As the iconic 166-year-old department store chain Macy's this week announced a "bold new chapter" including a pivot to luxury stores, the closing of 150 locations across the United States in the coming years, and more than 2,300 layoffs, one labor expert is blaming the company's deference to Wall Street and an economy in which firms prioritize stock buybacks over investing in their workforce.
The company announced Tuesday that it will close 50 stores by the end of the year and another 100 by the end of 2026, leaving just 350 stores across the country.
The chain also said last month that it plans to lay off 2,350 workers, or 3.5% of its workforce, under economic pressures brought on by Amazon, online brands, and discount stores such as TJ Maxx.
"They siphoned off the corporation's wealth to Wall Street stock sellers and top officers. That virtually guaranteed that Macy's would have to close stores and layoff thousands of workers, in effect, paying for all those stock incentives."
Macy's stock price has dropped 75% from its peak in 2015, pushing it to close nearly a third of its locations in less than a decade, but Les Leopold, co-founder of the Labor Institute, argued Wednesday that the company could have responded to changes in the retail market by "reinvesting to modernize and become more competitive," but didn't—"a classic story."
"Instead, they siphoned off the corporation's wealth to Wall Street stock sellers and top officers," Leopold told Common Dreams. "That virtually guaranteed that Macy's would have to close stores and layoff thousands of workers, in effect, paying for all those stock incentives."
Since October 2019, said Leopold, Macy's has "put $1 billion into stock buybacks" to elevate its shareholders' returns—about 20% of the company's current value.
Leopold—author of the new book Wall Street's War on Workers: How Mass Layoffs and Greed are Destroying the Working Class and What To Do About It—said that buybacks allow executives and investors to "legally loot a company" by "returning wealth to large Wall Street firms and top Macy's officers who received about two-thirds of the income through stock incentives."
Stock buybacks, which were considered an illegal form of stock manipulation until regulatory rollbacks under the Reagan administration, is a driver of mass layoffs like those announced by Macy's, said Leopold, noting that the Department of Labor identifies a layoff from a job as "one of the most traumatic events you can experience in life."
As SFGate reported on Wednesday, Macy's employees at the company's flagship store in San Francisco's Union Square were "blindsided" to learn the location was one of the stores planned for shuttering.
With "visibly shaky hands," a manager told employees Tuesday morning that the store was planning to sell the building and close.
"When I went to the first floor in cosmetics, I saw everybody's faces," one team member told the outlet. "They just seemed so worried. Some of them were so red, some of them looked like they wanted to cry."
The crisis now faced by thousands of Macy's workers "is the same story playing on an endless looped tape throughout every industry and sector," Leopold told Common Dreams. "It's the source of runaway inequality."
He expressed hope that "a movement will be built to stop it" but pointed out that despite widespread concerns about the economy among voters in a high-stakes election year, "both political parties are totally silent" on the issue of mass layoffs and job loss.
"Wall Street rules the roost," Leopold said.
Macy's announcement came a year after Sens. Ron Wyden (D-Ore.) and Sherrod Brown (D-Ohio) introduced the Stock Buyback Accountability Act, which aims to disincentivize companies from pouring their profits into buying back their own stock by raising the tax on the purchases from 1% to 4%, but the Senate has not taken action on the legislation.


Goal of the exercise:
Find how many lines in the material below hold the word "Total". Reply with that figure alone.

Supplied data:
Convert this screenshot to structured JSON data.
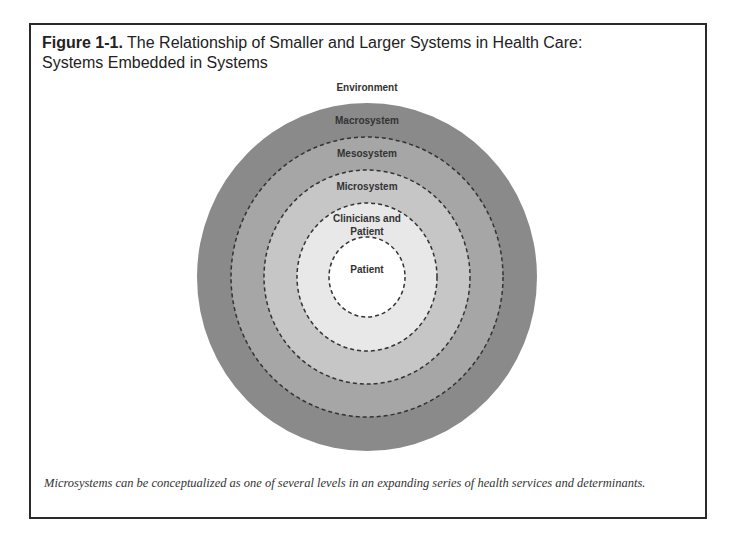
{
  "figure": {
    "label": "Figure 1-1.",
    "title_line1": " The Relationship of Smaller and Larger Systems in Health Care:",
    "title_line2": "Systems Embedded in Systems",
    "caption": "Microsystems can be conceptualized as one of several levels in an expanding series of health services and determinants."
  },
  "diagram": {
    "outer_label": "Environment",
    "rings": [
      {
        "name": "Macrosystem",
        "color": "#8a8a8a"
      },
      {
        "name": "Mesosystem",
        "color": "#a6a6a6"
      },
      {
        "name": "Microsystem",
        "color": "#c6c6c6"
      },
      {
        "name": "Clinicians and",
        "name_line2": "Patient",
        "color": "#e8e8e8"
      },
      {
        "name": "Patient",
        "color": "#ffffff"
      }
    ]
  }
}
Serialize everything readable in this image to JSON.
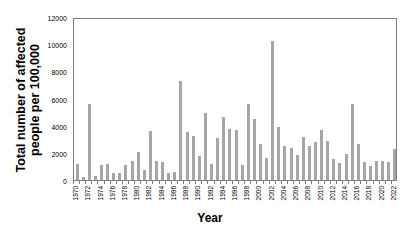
{
  "chart_data": {
    "type": "bar",
    "title": "",
    "xlabel": "Year",
    "ylabel": "Total number of affected people per 100,000",
    "ylabel_lines": [
      "Total number of affected",
      "people  per  100,000"
    ],
    "ylim": [
      0,
      12000
    ],
    "yticks": [
      0,
      2000,
      4000,
      6000,
      8000,
      10000,
      12000
    ],
    "xtick_labels": [
      "1970",
      "1972",
      "1974",
      "1976",
      "1978",
      "1980",
      "1982",
      "1984",
      "1986",
      "1988",
      "1990",
      "1992",
      "1994",
      "1996",
      "1998",
      "2000",
      "2002",
      "2004",
      "2006",
      "2008",
      "2010",
      "2012",
      "2014",
      "2016",
      "2018",
      "2020",
      "2022"
    ],
    "grid": false,
    "legend": null,
    "bar_color": "#a6a6a6",
    "categories": [
      "1970",
      "1971",
      "1972",
      "1973",
      "1974",
      "1975",
      "1976",
      "1977",
      "1978",
      "1979",
      "1980",
      "1981",
      "1982",
      "1983",
      "1984",
      "1985",
      "1986",
      "1987",
      "1988",
      "1989",
      "1990",
      "1991",
      "1992",
      "1993",
      "1994",
      "1995",
      "1996",
      "1997",
      "1998",
      "1999",
      "2000",
      "2001",
      "2002",
      "2003",
      "2004",
      "2005",
      "2006",
      "2007",
      "2008",
      "2009",
      "2010",
      "2011",
      "2012",
      "2013",
      "2014",
      "2015",
      "2016",
      "2017",
      "2018",
      "2019",
      "2020",
      "2021",
      "2022"
    ],
    "values": [
      1150,
      250,
      5600,
      300,
      1100,
      1200,
      500,
      500,
      1100,
      1400,
      2050,
      750,
      3600,
      1400,
      1300,
      500,
      600,
      7350,
      3550,
      3250,
      1750,
      5000,
      1200,
      3100,
      4650,
      3800,
      3700,
      1100,
      5650,
      4550,
      2700,
      1600,
      10300,
      3900,
      2500,
      2350,
      1850,
      3150,
      2500,
      2850,
      3700,
      2900,
      1550,
      1250,
      1900,
      5650,
      2700,
      1350,
      1050,
      1400,
      1400,
      1350,
      2300
    ]
  }
}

Solution to this problem:
2